The Project
Every day people cross national boundaries to relocate, often permanently, a world apart from where they were born. In the equivalent of a Copernican revolution, they will be uprooted from all that’s familiar (language, culture, relationships, customs and traditions) and propelled on a life-long journey of internal deconstruction that will challenge and redefine their whole life compass.
“Life in a New World – Repotting in New York” captures the emerging issues revolving around bilingualism and biculturalism, the intersecting realities of our multicultural environment and brings out the complex questions they pose to one’s own identity and sense of place.
We’ll talk about the journey of becoming cosmopolitan*, as in the ancient model of adaptive, imaginative response to human co-existence, and its practical, psychological, emotional, linguistic and social implications.
An online column will propose features, news and conversations with newcomers, experts, writers, policy makers and community leaders about their perspective on the future of our increasingly global lives. We’ll explore how the diminishing of the world’s boundaries may be laying the foundation of a new paradigm for our common and evolving humanity. One where home may not be a location on the map, but a way of being: we’re learning to be at home in our skin.
Articulate and artistic expressions of this new reality abound, said Lev Grossman, Time magazine book critic. “Who’s the Voice of this Generation?” he asked in his 2006 piece. Here is an excerpt of that argument, which functions as a summation to Grossman’s search for the literary voice of our generation:
“The world has changed, and the novel has changed with it. Fictional characters just can’t get away with being generically white and middle class and male anymore, the way they used to. We just don’t think about people that way anymore: we’re interested in the specifics of their racial and ethnic and historical circumstances, where they came from and who made them that way. If the novelists under 40 have a shared preoccupation, it is — to put it as dryly as possible — immigration. They write about characters who cross borders, from East to West, from Old World to New and back again, and the many and varied tolls they pay along the way. Their shared project, to the extent that they have one, is the revision of the good old American immigrant narrative, bringing it up to code with the realities of our multicultural, transcontinental, hyphenated identities and our globalized, displaced, deracinated lives.”
*Cosmopolitanism is intended in its ancient model of adaptive, imaginative response to human co-existence due to mobility that values collaboration, tolerance and acceptance, over segregationist and fear based tendencies. What I have in mind is the movement toward what Pico Iyer calls a “Global Soul.”
Mission
– Introduce a new area of journalistic coverage that focuses on the lives, ideas, themes and contributions of millions of repotted individuals who call New York and the United States home, and contribute every day to the shaping of America.

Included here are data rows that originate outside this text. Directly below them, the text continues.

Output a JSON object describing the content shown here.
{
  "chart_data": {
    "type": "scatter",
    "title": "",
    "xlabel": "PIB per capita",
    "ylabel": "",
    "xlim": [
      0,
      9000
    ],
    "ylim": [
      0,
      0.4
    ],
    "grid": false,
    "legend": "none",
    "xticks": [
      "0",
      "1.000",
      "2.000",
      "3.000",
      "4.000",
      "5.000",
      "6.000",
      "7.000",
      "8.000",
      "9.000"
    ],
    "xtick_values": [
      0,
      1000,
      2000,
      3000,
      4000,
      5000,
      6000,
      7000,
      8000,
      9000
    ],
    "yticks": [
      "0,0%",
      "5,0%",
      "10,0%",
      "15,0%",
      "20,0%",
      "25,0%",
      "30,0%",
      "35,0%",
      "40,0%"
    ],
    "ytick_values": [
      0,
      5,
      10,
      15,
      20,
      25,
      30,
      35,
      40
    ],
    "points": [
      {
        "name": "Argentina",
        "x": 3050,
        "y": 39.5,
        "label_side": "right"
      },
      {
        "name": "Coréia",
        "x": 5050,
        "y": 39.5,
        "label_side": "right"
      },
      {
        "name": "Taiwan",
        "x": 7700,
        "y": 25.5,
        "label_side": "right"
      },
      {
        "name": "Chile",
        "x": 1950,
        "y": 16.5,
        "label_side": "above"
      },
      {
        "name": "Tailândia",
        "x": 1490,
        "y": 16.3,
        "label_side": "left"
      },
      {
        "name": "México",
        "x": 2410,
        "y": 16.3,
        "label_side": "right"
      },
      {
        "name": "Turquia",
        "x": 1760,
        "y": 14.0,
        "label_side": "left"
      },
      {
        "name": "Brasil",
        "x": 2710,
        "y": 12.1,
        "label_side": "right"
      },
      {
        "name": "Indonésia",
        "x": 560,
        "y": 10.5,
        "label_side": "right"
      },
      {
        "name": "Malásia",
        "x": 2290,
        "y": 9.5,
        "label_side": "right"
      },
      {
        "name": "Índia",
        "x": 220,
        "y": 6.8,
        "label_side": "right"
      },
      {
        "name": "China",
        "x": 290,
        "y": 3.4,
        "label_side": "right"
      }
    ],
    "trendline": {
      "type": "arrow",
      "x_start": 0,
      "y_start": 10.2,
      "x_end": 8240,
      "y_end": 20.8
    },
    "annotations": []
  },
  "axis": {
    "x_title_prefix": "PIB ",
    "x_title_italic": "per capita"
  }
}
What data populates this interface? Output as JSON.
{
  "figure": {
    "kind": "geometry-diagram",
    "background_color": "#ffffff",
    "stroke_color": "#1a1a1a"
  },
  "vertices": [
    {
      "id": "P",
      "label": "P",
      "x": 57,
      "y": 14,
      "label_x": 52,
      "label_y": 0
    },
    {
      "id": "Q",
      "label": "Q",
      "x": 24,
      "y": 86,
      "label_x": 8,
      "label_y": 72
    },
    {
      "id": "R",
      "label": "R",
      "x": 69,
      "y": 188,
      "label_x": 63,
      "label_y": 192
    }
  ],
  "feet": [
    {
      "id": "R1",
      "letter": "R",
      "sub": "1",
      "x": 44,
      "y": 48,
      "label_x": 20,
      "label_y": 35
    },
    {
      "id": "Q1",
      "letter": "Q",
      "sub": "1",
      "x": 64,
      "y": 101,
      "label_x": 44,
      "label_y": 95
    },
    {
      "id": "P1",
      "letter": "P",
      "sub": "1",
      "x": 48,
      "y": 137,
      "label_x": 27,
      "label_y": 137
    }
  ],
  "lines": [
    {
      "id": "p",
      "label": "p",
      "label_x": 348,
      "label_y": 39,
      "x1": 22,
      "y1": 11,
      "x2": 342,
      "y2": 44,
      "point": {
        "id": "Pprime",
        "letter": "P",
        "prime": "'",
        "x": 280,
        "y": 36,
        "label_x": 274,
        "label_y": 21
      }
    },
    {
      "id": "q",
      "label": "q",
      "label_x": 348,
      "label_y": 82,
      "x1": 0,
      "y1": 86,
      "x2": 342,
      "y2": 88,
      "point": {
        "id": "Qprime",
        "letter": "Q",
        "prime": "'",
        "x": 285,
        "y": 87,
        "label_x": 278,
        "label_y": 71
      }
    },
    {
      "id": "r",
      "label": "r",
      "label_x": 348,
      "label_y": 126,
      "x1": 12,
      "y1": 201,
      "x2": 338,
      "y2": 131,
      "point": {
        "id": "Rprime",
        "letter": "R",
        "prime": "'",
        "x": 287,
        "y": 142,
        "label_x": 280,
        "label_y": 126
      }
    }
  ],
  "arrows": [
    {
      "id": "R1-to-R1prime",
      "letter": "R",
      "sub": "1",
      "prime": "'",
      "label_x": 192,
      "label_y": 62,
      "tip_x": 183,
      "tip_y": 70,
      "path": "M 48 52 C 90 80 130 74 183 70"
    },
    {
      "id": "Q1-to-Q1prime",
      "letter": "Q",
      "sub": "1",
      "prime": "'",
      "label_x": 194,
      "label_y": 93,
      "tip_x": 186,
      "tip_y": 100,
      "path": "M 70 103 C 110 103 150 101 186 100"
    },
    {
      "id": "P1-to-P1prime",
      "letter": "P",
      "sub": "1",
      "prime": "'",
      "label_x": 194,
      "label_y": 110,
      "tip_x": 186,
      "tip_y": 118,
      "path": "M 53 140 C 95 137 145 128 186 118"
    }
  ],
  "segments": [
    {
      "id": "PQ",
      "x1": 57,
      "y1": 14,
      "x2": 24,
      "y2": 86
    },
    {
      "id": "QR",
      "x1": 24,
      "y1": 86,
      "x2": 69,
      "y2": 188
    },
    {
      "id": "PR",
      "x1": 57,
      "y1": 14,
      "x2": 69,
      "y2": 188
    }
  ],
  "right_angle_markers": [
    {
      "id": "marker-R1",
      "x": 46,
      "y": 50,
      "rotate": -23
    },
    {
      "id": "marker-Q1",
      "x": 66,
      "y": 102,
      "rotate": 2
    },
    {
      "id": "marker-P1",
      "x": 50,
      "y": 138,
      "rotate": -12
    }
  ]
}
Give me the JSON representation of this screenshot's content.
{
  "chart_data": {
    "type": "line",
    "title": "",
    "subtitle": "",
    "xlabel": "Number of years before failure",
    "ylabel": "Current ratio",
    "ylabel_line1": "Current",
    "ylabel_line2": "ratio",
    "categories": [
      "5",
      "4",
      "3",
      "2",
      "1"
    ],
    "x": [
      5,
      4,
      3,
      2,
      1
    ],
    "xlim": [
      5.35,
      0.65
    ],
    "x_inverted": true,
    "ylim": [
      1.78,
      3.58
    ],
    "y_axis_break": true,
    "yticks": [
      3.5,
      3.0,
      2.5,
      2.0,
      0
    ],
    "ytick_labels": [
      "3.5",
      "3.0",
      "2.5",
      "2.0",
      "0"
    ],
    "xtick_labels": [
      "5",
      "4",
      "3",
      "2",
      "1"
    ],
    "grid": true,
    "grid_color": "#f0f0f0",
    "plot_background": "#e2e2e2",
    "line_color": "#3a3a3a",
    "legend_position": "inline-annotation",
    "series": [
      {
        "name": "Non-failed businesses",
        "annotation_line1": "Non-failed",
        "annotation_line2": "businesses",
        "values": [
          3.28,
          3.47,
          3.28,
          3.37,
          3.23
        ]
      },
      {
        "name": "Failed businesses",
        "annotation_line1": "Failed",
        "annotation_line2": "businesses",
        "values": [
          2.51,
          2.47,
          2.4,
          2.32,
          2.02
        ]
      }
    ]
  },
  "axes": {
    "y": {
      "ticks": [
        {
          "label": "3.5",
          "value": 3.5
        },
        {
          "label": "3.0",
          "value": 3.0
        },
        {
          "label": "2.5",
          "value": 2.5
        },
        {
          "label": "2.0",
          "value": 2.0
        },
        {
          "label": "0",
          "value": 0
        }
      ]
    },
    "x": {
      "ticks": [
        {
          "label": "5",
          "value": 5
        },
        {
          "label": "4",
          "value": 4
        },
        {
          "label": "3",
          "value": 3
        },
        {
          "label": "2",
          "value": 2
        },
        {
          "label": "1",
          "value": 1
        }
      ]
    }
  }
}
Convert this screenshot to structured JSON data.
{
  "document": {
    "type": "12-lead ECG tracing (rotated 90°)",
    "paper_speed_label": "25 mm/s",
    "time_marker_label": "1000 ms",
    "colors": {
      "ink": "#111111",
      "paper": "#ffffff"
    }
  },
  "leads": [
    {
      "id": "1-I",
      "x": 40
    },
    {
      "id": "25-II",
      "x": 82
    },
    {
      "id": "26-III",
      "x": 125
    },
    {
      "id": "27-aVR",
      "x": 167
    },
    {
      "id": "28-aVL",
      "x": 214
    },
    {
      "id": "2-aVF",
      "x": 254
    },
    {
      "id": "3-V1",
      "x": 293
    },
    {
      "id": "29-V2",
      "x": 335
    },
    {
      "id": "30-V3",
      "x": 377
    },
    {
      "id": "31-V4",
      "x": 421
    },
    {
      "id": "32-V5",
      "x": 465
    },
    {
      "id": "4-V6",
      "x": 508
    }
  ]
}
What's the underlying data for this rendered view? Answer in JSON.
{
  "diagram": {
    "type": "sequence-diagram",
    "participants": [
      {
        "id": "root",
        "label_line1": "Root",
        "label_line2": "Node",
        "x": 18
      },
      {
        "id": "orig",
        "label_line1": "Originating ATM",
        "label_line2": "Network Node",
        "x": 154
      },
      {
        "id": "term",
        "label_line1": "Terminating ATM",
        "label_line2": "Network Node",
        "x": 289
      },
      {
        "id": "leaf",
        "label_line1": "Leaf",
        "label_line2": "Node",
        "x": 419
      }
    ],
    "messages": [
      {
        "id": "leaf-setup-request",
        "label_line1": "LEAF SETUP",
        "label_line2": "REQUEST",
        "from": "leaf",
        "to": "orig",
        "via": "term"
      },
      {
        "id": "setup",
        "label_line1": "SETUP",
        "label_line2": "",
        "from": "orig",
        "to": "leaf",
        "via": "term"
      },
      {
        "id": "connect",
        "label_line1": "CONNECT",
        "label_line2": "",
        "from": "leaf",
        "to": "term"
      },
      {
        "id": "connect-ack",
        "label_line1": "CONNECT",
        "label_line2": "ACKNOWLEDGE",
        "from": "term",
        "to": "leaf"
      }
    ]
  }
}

– Create a forum that will affirm, support and validate the experience of cultural transplantation. Encourage newcomers to connect with the power of their stories, and promote the transition from enduring the choice they made, to designing the life they want.
– Share with the American born public valuable insight about the transformational impact of immigration. Encourage reciprocal cultural competence and prepare, all of us, to make the most of the forces that mold our modern, multicultural society.
– Refocus and elevate the dialogue on immigration by raising awareness of the foreign born narrative, and move beyond issues of the legal-versus-illegal. They remain important and necessary concerns, but as long as they frame our national discourse, we will miss our foundational value as an unprecedented and unmatched global plurality.
Vision
The vision of “Life in a New World – Repotting in New York” is to contribute to the creation of a more open society, one guided by greater cross-cultural awareness and the spirit of cooperation and mutual respect. A plurality where our differences can be bound in strength and become a source of peace, prosperity and progress.